16 September
Bible In 365 Days
Daniel 4-6
Daniel 4
The last story connected with the reign of Nebuchadnezzar consisted of the king's own manifesto, setting forth the dealings of the Most High God with him.
The opening ascription of praise is most remarkable when it is remembered that it expressed the conviction of so mighty a monarch as Nebuchadnezzar. The story of the dream which troubled him follows. It came to him in the midst of prosperity and ease in his palace. His magicians were unable to give him an interpretation, and Daniel was brought before him. To him he minutely described his vision.
The fact that the king recalled that his dream was symbolic is evidenced by the change to the use of the masculine pronoun, and the declaration that his heart was to be changed from man's and become like a beast's.
Daniel was "astonished," evidently because he immediately saw the application of the dream to the king, and commenced his interpretation with the courteous address, expressive of his sense of the calamity about to fall on the king. Nevertheless, in loyalty to truth he interpreted its meaning to the king.
He then appealed to Nebuchadnezzar to turn from sin and show mercy to the poor in order that his tranquility might be lengthened.
A year later the dream was fulfilled. Nebuchadnezzar did not obey the appeal of Daniel, and while he was boasting that he had built the great city, Babylon, by his own power and for his own glory a voice came from heaven to tell him that the kingdom was departed from him, and that all that Daniel had foretold would be fulfilled. He was immediately stricken with madness and driven out from among men to dwell and eat with the beasts of the field.
Finally, his reason returning, Nebuchadnezzar recognized the God of heaven and was restored to his kingdom, praising the King of Heaven whose works are true and whose ways are judgment.
Daniel 5
The next scene is cast in the reign of Belshazzar. He had succeeded to the throne of his father, and was a man of profligate habits. No details are given of his reign, but a graphic picture is set before us of the carousal which revealed the man, and was the occasion of the final manifestation of his sin, and of the consequent judgment of God.
Having gathered together a thousand of his lords, his wives, and his concubines, he was guilty of the unutterable folly of using in drunken revelry the sacred vessels from the Temple of God. Thereupon appeared a mystic hand, writing on the wall the doom of himself and his kingdom.
As in the reign of his father, the wise men were unable to interpret the meaning of the writing; and Daniel, evidently not now near to the king, who seemed not to know him, was sent for.
Daniel was full of dignity and heroic loyalty to God. With clear, incisive words, he first declined all the king's gifts, and then charged him with his guilt. Continuing, he proclaimed God as seated high over the thrones of earth, and interpreted the writing as indicating God's knowledge of the kingdom, and His determination to end it and divide it among the Medes and Persians.
Daniel 6
The last section in the historic portion of the Book is in the reign of Darius. He reorganized the government and distributed the administration among twenty satraps, who, in turn, were responsible to three presidents. Of these Daniel was one, and he was so distinguished by an excellent spirit that Darius proposed to set him over the whole realm. This naturally stirred up jealousy among the other presidents and satraps, who cunningly planned Daniel's downfall.
Knowing that they would be unable to find anything against him save his relationship to his God, they induced the king to sign a decree that for a period of thirty days no one should ask a petition of God or man, save of the king. This was intended to flatter the king, and to bring Daniel into discredit with him, for his habit of prayer was evidently well known. Daniel's loyalty never swerved. He continued to observe the seasons and acts of worship as had been his custom.
Unable to escape from his own decree, the king was reluctantly compelled to commit Daniel to the den of lions. How high his esteem for Daniel was is evidenced by his spending a night of mourning and fasting. The supremacy of God over all the kings and councils of earth was manifest in the supernatural deliverance of His servant, which issued in a proclamation by Darius.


__THE TASK__. Once you find the line containing "Image: (1024, 683).", set down exactly that line and every one after it through the end of the listing below, with both ends included and any pictures omitted.

--------------------------------------------------

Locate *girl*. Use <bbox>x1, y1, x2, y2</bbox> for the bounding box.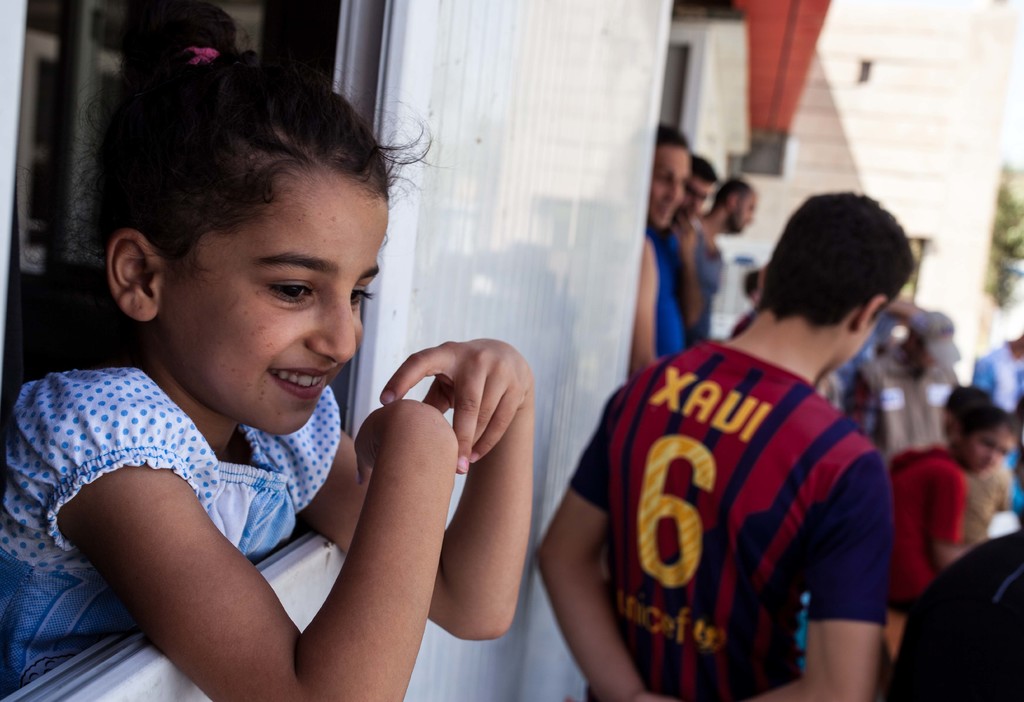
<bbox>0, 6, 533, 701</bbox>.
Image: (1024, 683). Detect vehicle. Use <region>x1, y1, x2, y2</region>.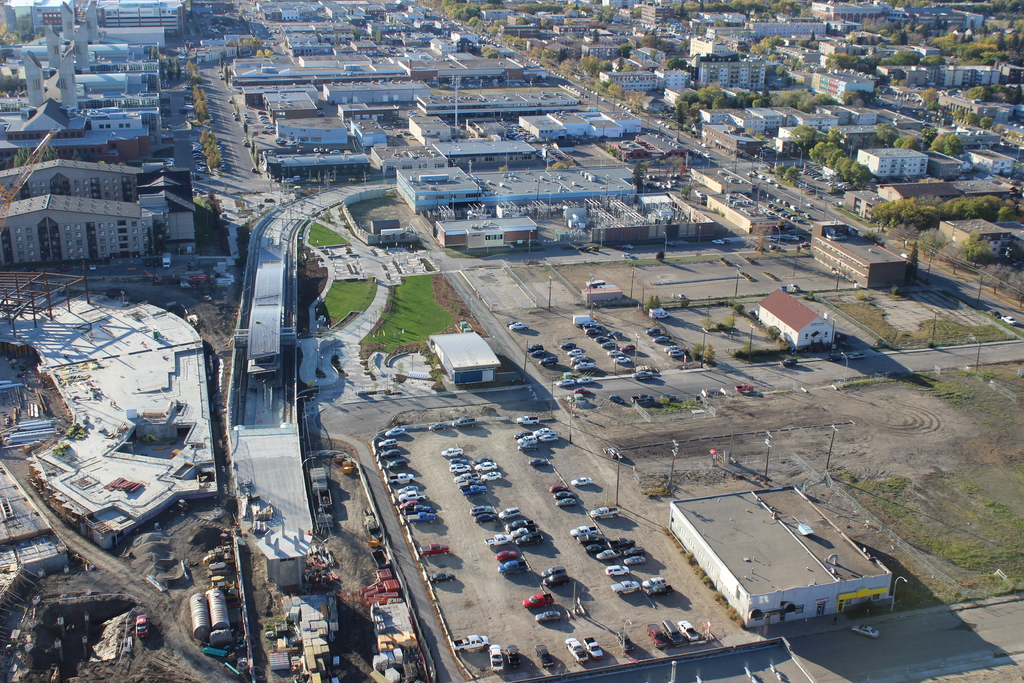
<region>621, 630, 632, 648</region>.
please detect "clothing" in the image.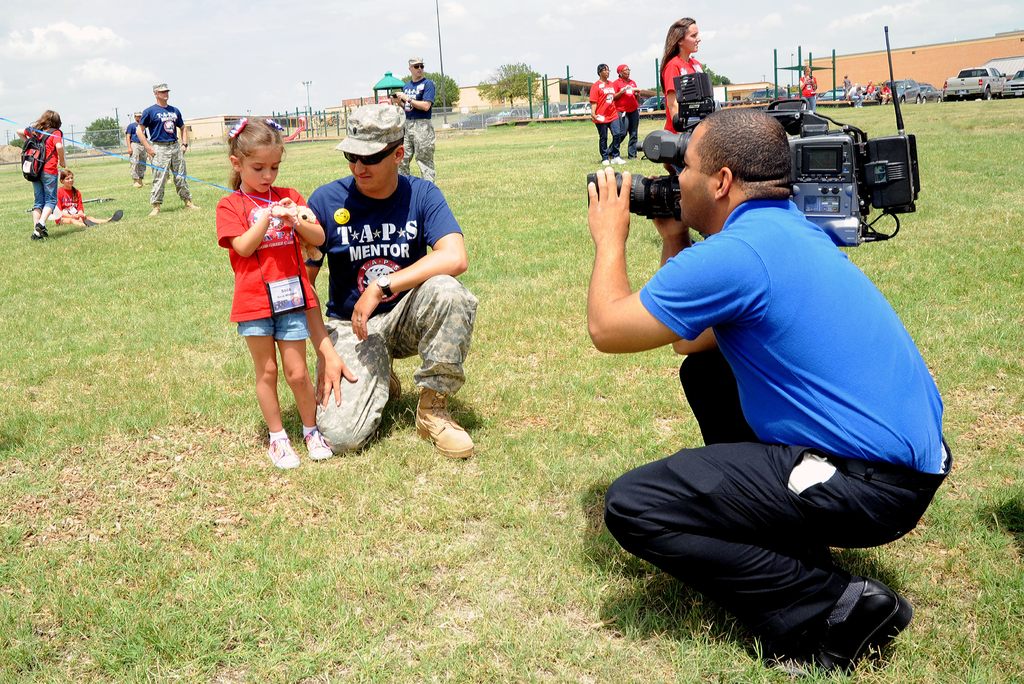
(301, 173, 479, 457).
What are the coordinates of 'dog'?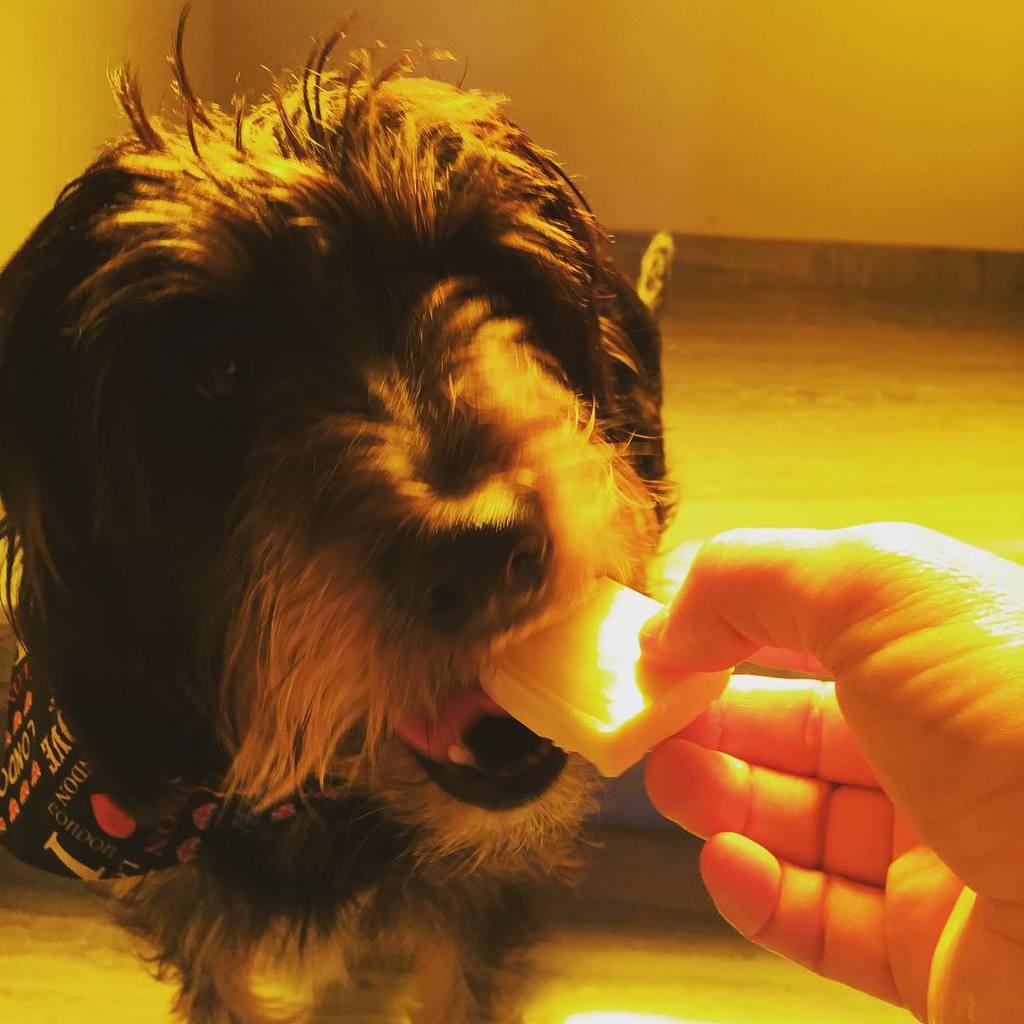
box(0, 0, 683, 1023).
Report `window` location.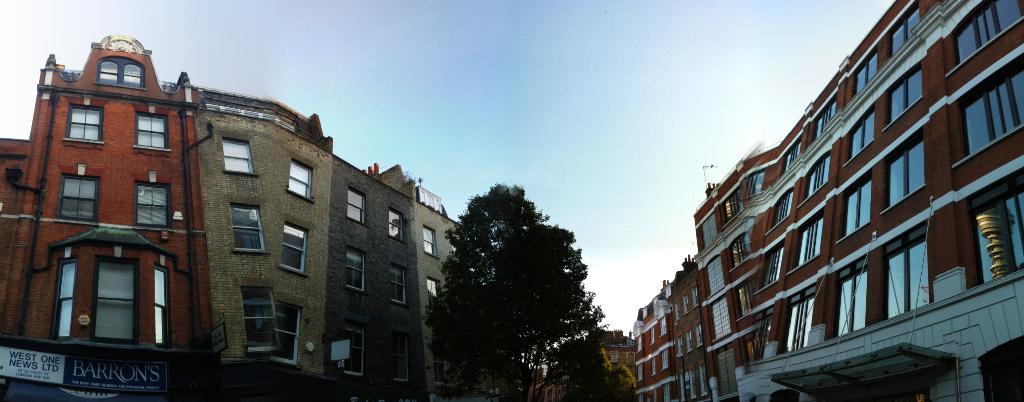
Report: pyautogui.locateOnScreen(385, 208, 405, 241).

--------------------------------------------------

__RESULT OF THE TASK__.
Image: (1024, 683). Detect vehicle. Use <region>x1, y1, x2, y2</region>.
<region>621, 630, 632, 648</region>.
please detect "clothing" in the image.
(301, 173, 479, 457).
What are the coordinates of 'dog'?
box(0, 0, 683, 1023).
Report `window` location.
Report: pyautogui.locateOnScreen(385, 208, 405, 241).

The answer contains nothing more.